Goddammit he's so fucking dumb it's unreal. I knew more math than him when I was in the 8th grade.
>CH can be characterized as.... 'Do the real numbers constitute to the power set of the rational numbers'
That's not CH you dumbass. It's a theorem in ZF that |R|=2^N = 2^(Aleph_0)
>'Is c the same as 2^Aleph_0'
Yes it is, and that's not what CH says lmao.
>'Does c=Aleph_1'
Glad he finally got it! The fact that he doesn't know what CH states or the fact that he thinks these statements are all equivalent. God he's so retarded, it's unbelievable.
What are some essential books on mathematics?
>The fact that he doesn't know what CH states or the fact that he thinks these statements are all equivalent.
Meant to say
>I don't know what's worse: the fact that he doesn't know what CH states or the fact that he thinks these statements are all equivalent.
Oh the irony...
This book is comedic gold.
Come again, Mr. David Foster Wallace? You're not only not making any sense in math, you're not making any sense in... English, which was supposed to be the thing that you're good at. Why are you writing this book again?

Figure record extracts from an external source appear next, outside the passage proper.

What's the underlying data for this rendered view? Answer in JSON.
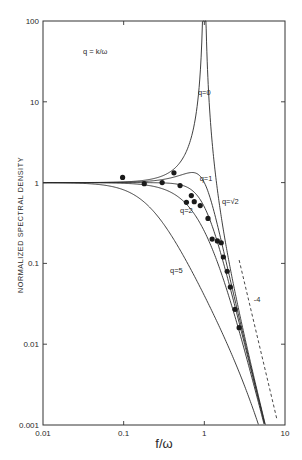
{
  "chart_data": {
    "type": "line",
    "title": "",
    "xlabel": "f/ω",
    "ylabel": "NORMALIZED SPECTRAL DENSITY",
    "xscale": "log",
    "yscale": "log",
    "xlim": [
      0.01,
      10
    ],
    "ylim": [
      0.001,
      100
    ],
    "grid": false,
    "x_ticks": [
      {
        "value": 0.01,
        "label": "0.01"
      },
      {
        "value": 0.1,
        "label": "0.1"
      },
      {
        "value": 1,
        "label": "1"
      },
      {
        "value": 10,
        "label": "10"
      }
    ],
    "y_ticks": [
      {
        "value": 100,
        "label": "100"
      },
      {
        "value": 10,
        "label": "10"
      },
      {
        "value": 1,
        "label": "1"
      },
      {
        "value": 0.1,
        "label": "0.1"
      },
      {
        "value": 0.01,
        "label": "0.01"
      },
      {
        "value": 0.001,
        "label": "0.001"
      }
    ],
    "parameter_annotation": "q = k/ω",
    "model": "S = 1 / ((1 - (f/ω)^2)^2 + q^2 (f/ω)^2)",
    "series": [
      {
        "name": "q=0",
        "label": "q=0",
        "q": 0,
        "label_at": {
          "x": 1.0,
          "y": 12
        }
      },
      {
        "name": "q=1",
        "label": "q=1",
        "q": 1,
        "label_at": {
          "x": 1.05,
          "y": 1.05
        }
      },
      {
        "name": "q=√2",
        "label": "q=√2",
        "q": 1.4142,
        "label_at": {
          "x": 2.1,
          "y": 0.55
        }
      },
      {
        "name": "q=2",
        "label": "q=2",
        "q": 2,
        "label_at": {
          "x": 0.6,
          "y": 0.42
        }
      },
      {
        "name": "q=5",
        "label": "q=5",
        "q": 5,
        "label_at": {
          "x": 0.45,
          "y": 0.075
        }
      }
    ],
    "observed_points": {
      "name": "measured",
      "x": [
        0.097,
        0.18,
        0.3,
        0.42,
        0.5,
        0.6,
        0.69,
        0.75,
        0.89,
        1.11,
        1.25,
        1.45,
        1.62,
        1.72,
        1.92,
        2.1,
        2.4,
        2.7
      ],
      "y": [
        1.16,
        0.97,
        1.0,
        1.32,
        0.92,
        0.57,
        0.69,
        0.58,
        0.52,
        0.36,
        0.2,
        0.19,
        0.18,
        0.12,
        0.08,
        0.051,
        0.027,
        0.016
      ]
    },
    "reference_slope": {
      "label": "-4",
      "slope": -4,
      "style": "dashed",
      "from": {
        "x": 2.7,
        "y": 0.11
      },
      "to": {
        "x": 7.9,
        "y": 0.0012
      },
      "label_at": {
        "x": 4.1,
        "y": 0.033
      }
    }
  }
}
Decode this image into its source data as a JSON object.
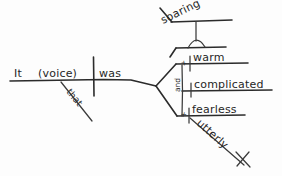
{
  "diagram": {
    "kind": "reed-kellogg-sentence-diagram",
    "style": "hand-drawn pencil on white paper",
    "ink_color": "#2b2b2b",
    "paper_color": "#fdfdfd",
    "sentence": "It was soaring, warm and complicated, utterly fearless, that voice.",
    "baseline": {
      "subject": "It",
      "appositive": "(voice)",
      "verb": "was",
      "divider": "subject-verb-vertical-bar"
    },
    "modifiers": {
      "appositive_modifier": "that",
      "adverb_modifier": "utterly"
    },
    "predicate_adjectives": [
      {
        "label": "warm",
        "connector_mark": "x"
      },
      {
        "label": "complicated",
        "connector_mark": ""
      },
      {
        "label": "fearless",
        "connector_mark": "x"
      }
    ],
    "conjunction": "and",
    "participle": {
      "label": "soaring",
      "pedestal": "arc-pedestal"
    }
  }
}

Also Axiom of Choice as well as its equivalent forms mentioned in the footnote 99 are extremely elementary and not hard to understand at all (unless you're as smart as DFW). They're not at all the "high-eros concepts" that DFW tries to make them out to be.
Ok, so how do we go about this, mr. David Foster Wallace?
Also
>booklet
At least you got that right.
If you're getting this much enjoyment out of this garbage, you need to read IJ. It's such a flagrant offense to literature, it's one of the most entertaining things to read. That motherfucker had zero intelligent ideas in his entire life.
trying too hard mate
Start with the Greeks work just as well for Math as it doea for Philosophy
loving the posts. the story behind this book is that he was approached by norton to write a poppy intellectual biography of cantor for their series on "great discoveries," but dfw was determined to prove himself capable of writing "serious" academic work on math and shunned their advice to write something fun and accessible. of course, once dfw started researching, he found he was in over his head and had to constantly revise earlier passages where he thought he knew what he was doing but in fact was completely wrong. in the end he was able to cobble together a work that looked plausible to anyone with no knowledge of math, and was a disgusting mess for anyone even somewhat versed in set theory. norton had some inkling of how bad the book was, but it was already delayed and the amount of revisions would have required a complete rewrite, so they just said fuck it and published it. on name recognition alone the book outsold all the others in the series, and even though there have been several damning takedowns on it from seasoned mathematicians, norton makes enough money on it that they don't care.
dfw was a smart guy, but his best trick was knowing exactly what to say to make himself look smart. unfortunately, any time he encountered someone with actual knowledge on something, he quickly looked foolish (e.g. look up linguists' responses to his article on prescriptivism or read his abysmal interpretations on wittgenstein). the best way to read Everything and More is as a portrait of existential crisis. a man whose mathematical knowledge was limited to only what was sufficient to impress others without any mathematical knowledge undertakes a work to prove his ability, only to confront endlessly his own inadequacy, producing a work spilling forth with footnotes like "don't ask" in a desperate hope to throw the reader off from realizing the fraudulent nature of the work.